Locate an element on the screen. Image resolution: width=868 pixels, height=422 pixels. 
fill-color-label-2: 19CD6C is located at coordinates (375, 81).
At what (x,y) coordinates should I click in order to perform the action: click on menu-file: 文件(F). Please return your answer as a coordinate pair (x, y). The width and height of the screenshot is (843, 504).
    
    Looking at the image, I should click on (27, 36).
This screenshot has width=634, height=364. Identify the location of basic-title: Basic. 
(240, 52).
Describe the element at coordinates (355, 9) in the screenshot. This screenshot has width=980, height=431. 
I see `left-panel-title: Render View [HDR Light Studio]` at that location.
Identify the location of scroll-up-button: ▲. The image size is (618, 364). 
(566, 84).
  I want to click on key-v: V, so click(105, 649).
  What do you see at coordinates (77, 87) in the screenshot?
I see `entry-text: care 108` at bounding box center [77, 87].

------------------------

■ **The problem**: From the first line to the last, copy the records without alteration.

■ **Answer to this task**:
Locate an element on the screen. Image resolution: width=868 pixels, height=422 pixels. 
fill-color-label-2: 19CD6C is located at coordinates (375, 81).
At what (x,y) coordinates should I click in order to perform the action: click on menu-file: 文件(F). Please return your answer as a coordinate pair (x, y). The width and height of the screenshot is (843, 504).
    
    Looking at the image, I should click on (27, 36).
This screenshot has width=634, height=364. Identify the location of basic-title: Basic. 
(240, 52).
Describe the element at coordinates (355, 9) in the screenshot. This screenshot has width=980, height=431. 
I see `left-panel-title: Render View [HDR Light Studio]` at that location.
Identify the location of scroll-up-button: ▲. The image size is (618, 364). 
(566, 84).
  I want to click on key-v: V, so click(105, 649).
  What do you see at coordinates (77, 87) in the screenshot?
I see `entry-text: care 108` at bounding box center [77, 87].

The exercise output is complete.